3. SATHYARAJ S - Assistant Professor, Department of Artificial Intelligence and Data Science, NPR College of Engineering and Technology, Natham, Dindigul, Tamil Nadu.
4. PARTHASARATHI P - Associate Professor, Department of Computer Science and Engineering, Bannari Amman Institute of Technology, Sathyamangalam, Tamil Nadu, India.

Full Text : PDF

Abstract

The visual similarity between lesions and the lack of access to expert dermatological examination remains a clinical problem because it is challenging to diagnose with precision and early enough to treat skin diseases.
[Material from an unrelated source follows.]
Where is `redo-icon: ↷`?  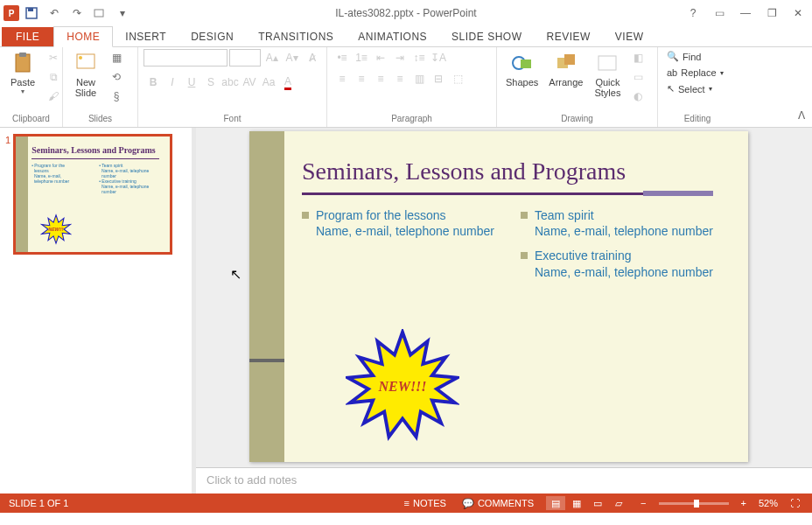
redo-icon: ↷ is located at coordinates (77, 13).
Although the latest developments in artificial intelligence made the image-based diagnostics more efficient, the unimodal systems that only use a dermoscopic image do not necessarily see all the important details of the patients that could be used to improve the diagnostic accuracy. This paper presents a multimodal deep learning system that combines both dermoscopic images of the skin and structured clinical information in order to obtain a more accurate classification of skin diseases. In the approach, HAM10000 dataset is used and it consists of 10,015 annotated dermoscopic images with variables including patient age, sex, and lesion location. A Convolutional Neural Network (CNN) backbone is used to extract image features whereas Multilayer Perceptron (MLP) network is used to encode clinical attributes. They are merged with an attention-directed mechanism to extract complementary information of modalities. The experimental analysis proves that the proposed model attains 94.7% accuracy, F1-score of 0.93 and AUC of 0.96, which is better than image-only and clinical-only baselines. The findings prove the hypothesis that clinical metadata combined with visual features can greatly improve the classification robustness and interpretability. The suggested framework has a high potential to be a clinical decision-support system among dermatologists, which will help detect skin diseases earlier and more accurately.


Keywords

Deep Learning, Multimodal Learning, Dermatology AI, Clinical Data Fusion, Skin Disease Classification, Medical Imaging, Machine Learning in Healthcare.